Ellie Rao, a dancer with Shen Yun Performing Arts, says this is what her father courageously stood up for 20 years ago.
Now she’s sharing her story and her efforts to raise awareness about the persecution of faith inside China through her dance.
She witnessed her father being taken away by Chinese authorities multiple times until he was persecuted to death when she was just 4 years old.
Born in China and raised in America, Rao dedicates herself to studying classical Chinese dance and traditional Chinese culture, even while living in the West.
Rao is an award-winning dancer with the New York-based Shen Yun Performing Arts. She started taking dance lessons in high school.
“When I’m performing on stage, I usually just stay calm and focused. There’s a mission behind what we do. Basically, we want to tell the audience that truthfulness, compassion, and tolerance are good,” Rao told NTD host Yuxin.
Rao’s whole family believes in a spiritual discipline called Falun Gong. The system teaches the three principles of truthfulness, compassion, and tolerance.
It grew into great popularity in China, with many reporting better health and a calmer state of mind.
But fearing its growth, the Chinese communist regime’s then-top leader outlawed the practice in 1999.
Rao’s parents went to Beijing to appeal against the ban at the time, but little did they know the ban would become a brutal nationwide suppression campaign.

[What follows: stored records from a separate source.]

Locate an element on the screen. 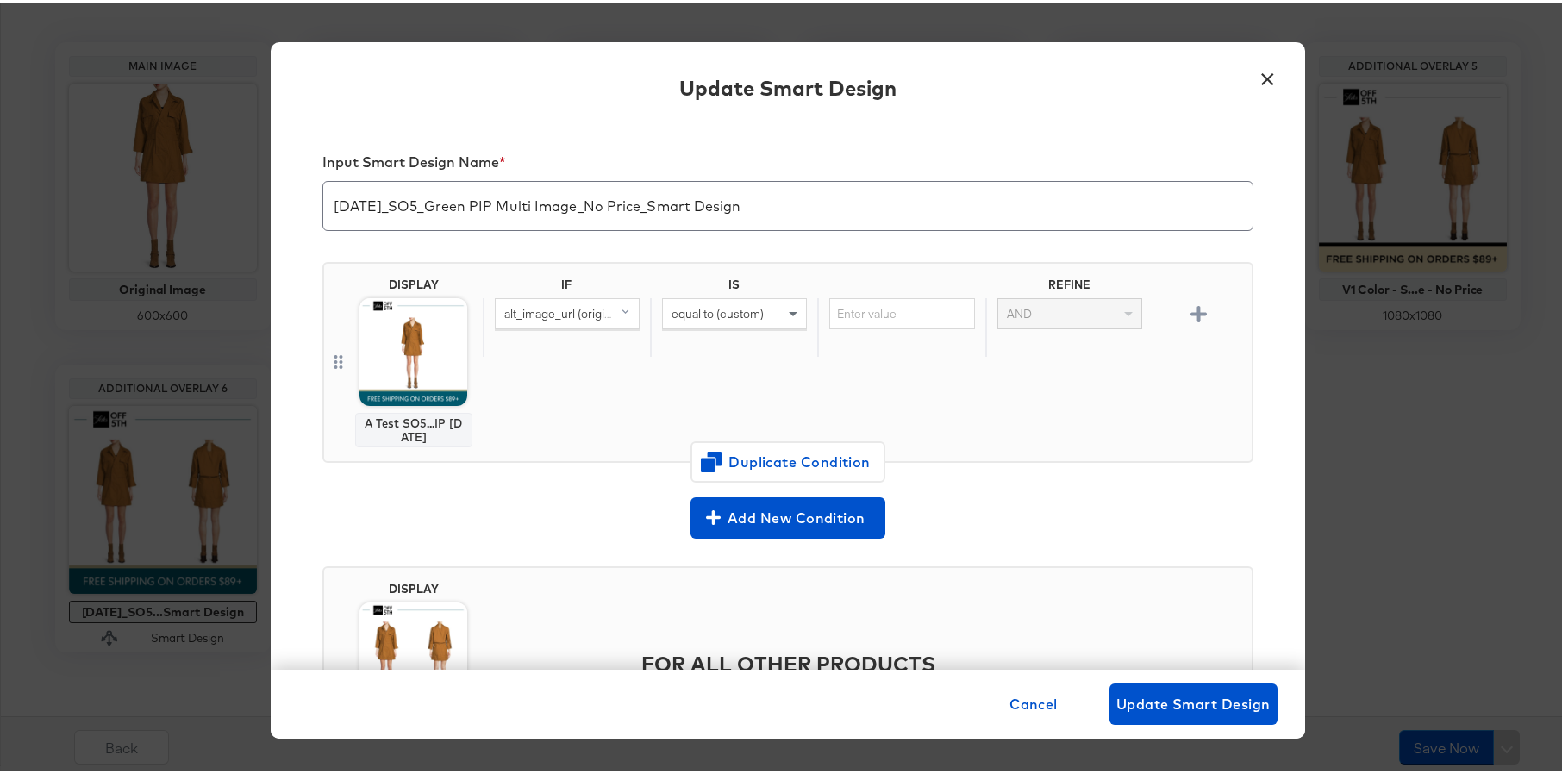  input: My smart design is located at coordinates (788, 196).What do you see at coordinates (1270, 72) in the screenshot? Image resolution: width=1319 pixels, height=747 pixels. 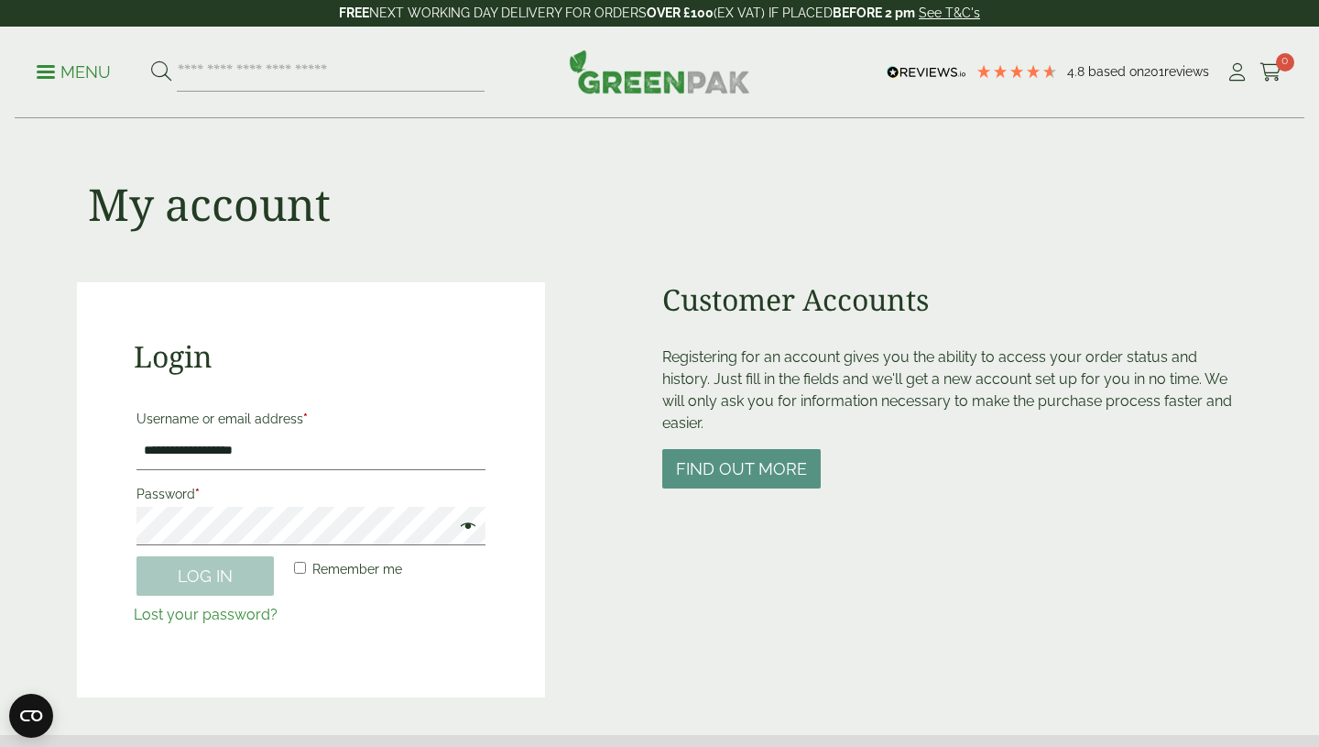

Rao’s father was detained in forced labor camps and mental hospitals several times. He was tortured to death in August 2004 at just 34 years old, leaving his 4-year-old daughter and wife alone.
Chinese authorities continued to pursue Rao’s mother. So the mother and daughter had no choice but to flee to Thailand, where they became refugees. Later on, the U.S. government accepted them. Rao was 9 at the time.
Rao said her father showed that the regime could take away someone’s job, family, or even their life, but it could not take away their faith.
Now in the safety of the free world, she says she’s found another way to carry on her father’s legacy.
“My dad, all he wanted to do was basically to tell the Chinese government that Falun Gong was good. All I want to do is continue his wish of telling people that truthfulness, compassion, and tolerance are good.”
“Every year, Shen Yun dedicates a special contemporary piece that showcases what’s going on in China right now. We show how Falun Dafa practitioners are being subjected to organ harvesting and facing a lot of brutality. We just want to tell the audience that this is real and it’s still happening in China right now, and we want to stop it.”
Through her journey with Shen Yun, Rao said she has learned more about her own culture and how to be a moral person.
“I have been dancing for 11 years, and the more I learn about classical Chinese dance, the more I realize that it’s very, very profound.
“Because classical Chinese dance is part of ancient Chinese culture, I realized that it’s basically intertwined with one’s morality. And in order to be good at classical Chinese dance, you have to be a very good person yourself. You have to learn to be a more moral person.
“There’s a very special trait in classical Chinese dance called ‘shen yun,’ which is like a showcase of your inner spiritual realm. So you have to cultivate your inner self if you want to dance well in classical Chinese dance.”
“[My mom] supports me so much. I’m very proud of my mom because when I first started dancing, I always called back home saying, ‘Mom, it’s too hard,’ and my mom always said, ‘You have to continue to do it, persevere.’”
Rao has traveled with Shen Yun for years, performing on the world stage. Shen Yun aims to revive traditional Chinese culture from before communism.